3. No limits to marine pollution

Various chemicals, which can affect and harm the marine environment, are constantly flowing into the sea. These substances mainly originate in human activities, from our everyday housekeeping, to agriculture, industry, traffic and energy production.

This pollution does not solely come from Denmark, but also from other countries. Perhaps the smoke from Danish chimneys ends up in the Gulf of Bothnia, while the Baltic Sea receives, for instance, contaminated river water and atmospheric fallout from East Europe. If our efforts are to be successful, the pollution of the sea must be curbed also at the international level.

Fortunately, many substances that end up in the sea are innocuous in the environment, as micro-organisms and other natural processes degrade them rapidly. They can, however, disturb the balance between the different animal and plant species. But other substances - even at extremely low concentrations - only degrade with difficulty and are suspected of harming animal life and people. The environmental authorities' monitoring of the marine environment obviously keeps an eye on the most dangerous substance groups, for instance heavy metals and such poorly degradable organic substances as PCBs (polychlorinated biphenyls), pesticides, softeners for plastics, TBT (tributyltin) and the PAHs (polyaromatic hydrocarbons).

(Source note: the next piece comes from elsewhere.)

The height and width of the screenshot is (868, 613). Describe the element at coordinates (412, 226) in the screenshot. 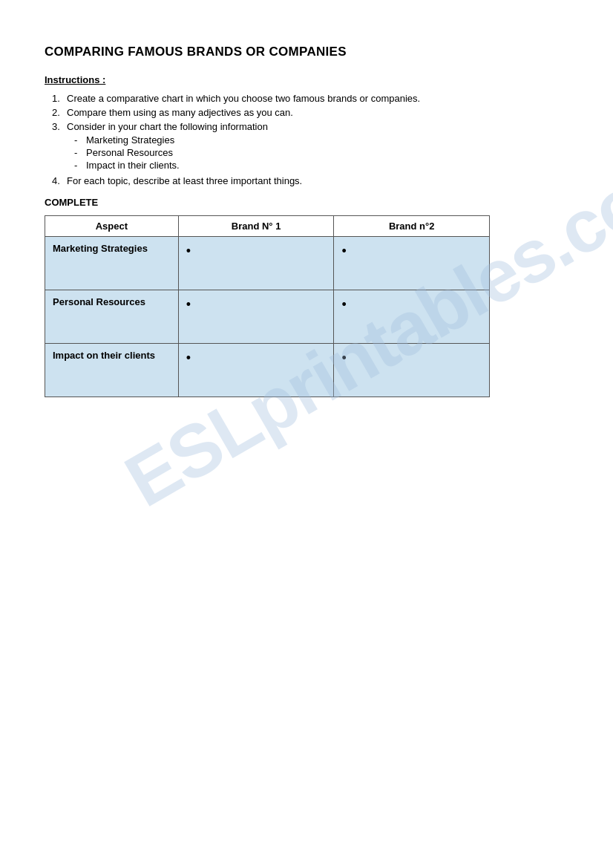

Fewer heavy metals in Danish harbours

The sea is primarily contaminated by heavy metals through atmospheric fallout and discharges from urban areas and industry. Once in the sea, most of the heavy metals become bound to particles in sediment. But a small quantity becomes dissolved in the water and can spread widely in marine food chains. Cadmium and mercury are the two heavy metals that accumulate in this way, and they are toxic to aquatic organisms and humanity alike.

Heavy metals also occur naturally in the environment. Such natural occurrences are called the background levels. Our goal for the Danish marine environment is to reduce the concentrations of heavy metals to values close to the background levels. Fortunately, sampling reveals that, with the exception of cadmium, concentrations of heavy metals are dropping in Danish waters and, in many places, are approaching their background levels. Certain places, such as Øresund and a few of the inner fiords, still exhibit levels high enough to affect aquatic organisms.

Spotlight on PAHs from oil

PAHs are substances that occur in oils and are formed during the combustion of fossil fuels (coal, oil and gas). Oil spills from shipping, oil extraction and spillage from industrial processes at sea are the main sources of PAHs in the marine environment, although about a quarter of the sea's PAHs originate in land-based combustion processes.

Many PAHs are acutely toxic to aquatic organisms and other types of PAH can act as carcinogens and cause changes in the genetic material of man and animals. Most aquatic organisms can, however, metabolise the substances and excrete their metabolites, which limits the extent of their accumulation in the food chain.

Monitoring of PAHs in our coastal waters shows that the general PAH level is low. But levels harmful to fish and small animals have been found in fiords, where water exchange only occurs slowly, or where major point sources of contamination are located. For this reason, the environmental authorities have redoubled their efforts to prevent the occurrence of all types of oil pollution in our waters.

Point sources and diffuse sources
Marine pollution has two origins, i.e., point sources and diffuse sources.
Point sources: pollution from particular sites. Discharges of waste water from sewage treatment plants and industry, as well as from watercourses, are particularly common point sources. Other point sources include, e.g., sea farms, depositing of sea-bed material and oil spills from shipping and drilling platforms.
Diffuse sources: leaching from the land, such as nitrates from fields, and atmospheric fallout, in which substances in chimney smoke are bound to dust or water particles and sooner or later precipitate.